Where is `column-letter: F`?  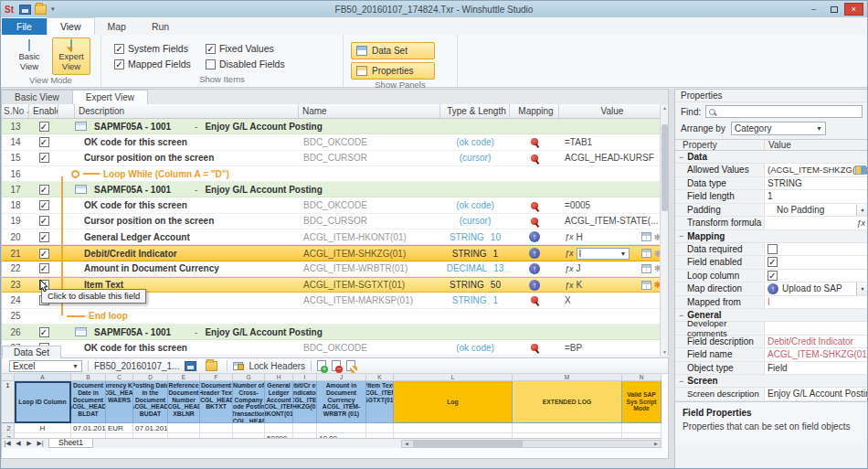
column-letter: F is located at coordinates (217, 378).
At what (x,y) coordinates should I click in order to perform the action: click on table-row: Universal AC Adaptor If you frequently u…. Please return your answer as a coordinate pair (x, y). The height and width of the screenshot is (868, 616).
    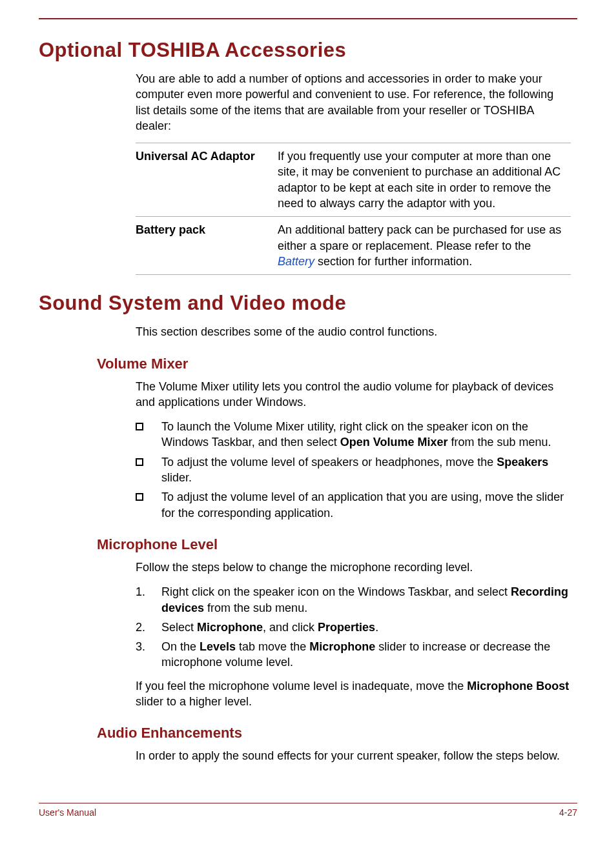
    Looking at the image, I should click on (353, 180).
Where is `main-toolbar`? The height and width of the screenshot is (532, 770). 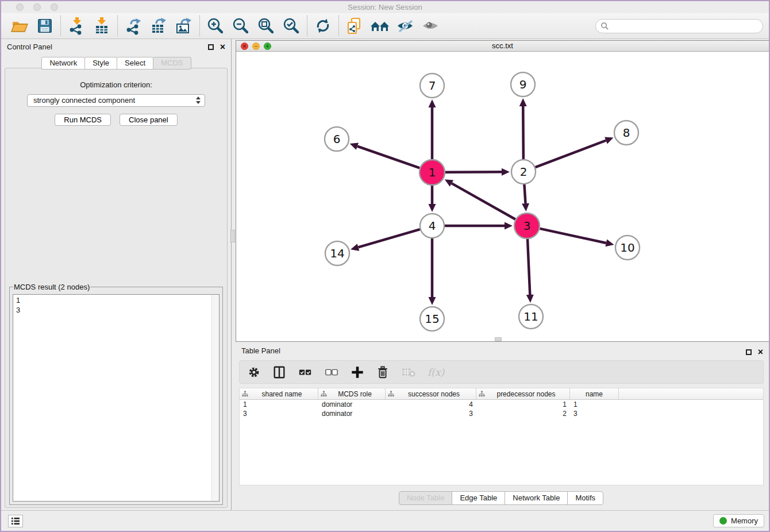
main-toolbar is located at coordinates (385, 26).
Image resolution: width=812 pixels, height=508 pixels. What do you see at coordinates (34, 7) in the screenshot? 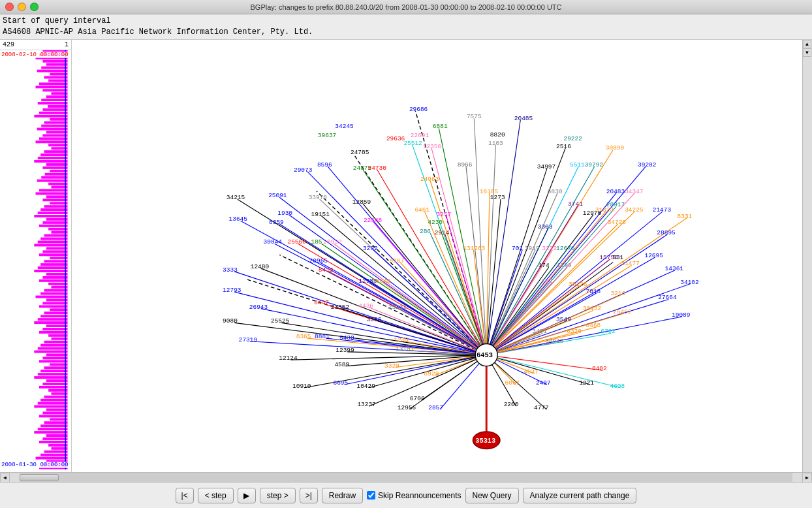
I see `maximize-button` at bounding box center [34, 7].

----

— What this task involves —
The required output is each line above restated verbatim, with all images omitted.

— Solution to this task —
Where is `column-letter: F`?  
column-letter: F is located at coordinates (217, 378).
At what (x,y) coordinates should I click in order to perform the action: click on table-row: Universal AC Adaptor If you frequently u…. Please return your answer as a coordinate pair (x, y). The height and width of the screenshot is (868, 616).
    Looking at the image, I should click on (353, 180).
Where is `main-toolbar`? The height and width of the screenshot is (532, 770). 
main-toolbar is located at coordinates (385, 26).
Image resolution: width=812 pixels, height=508 pixels. What do you see at coordinates (34, 7) in the screenshot? 
I see `maximize-button` at bounding box center [34, 7].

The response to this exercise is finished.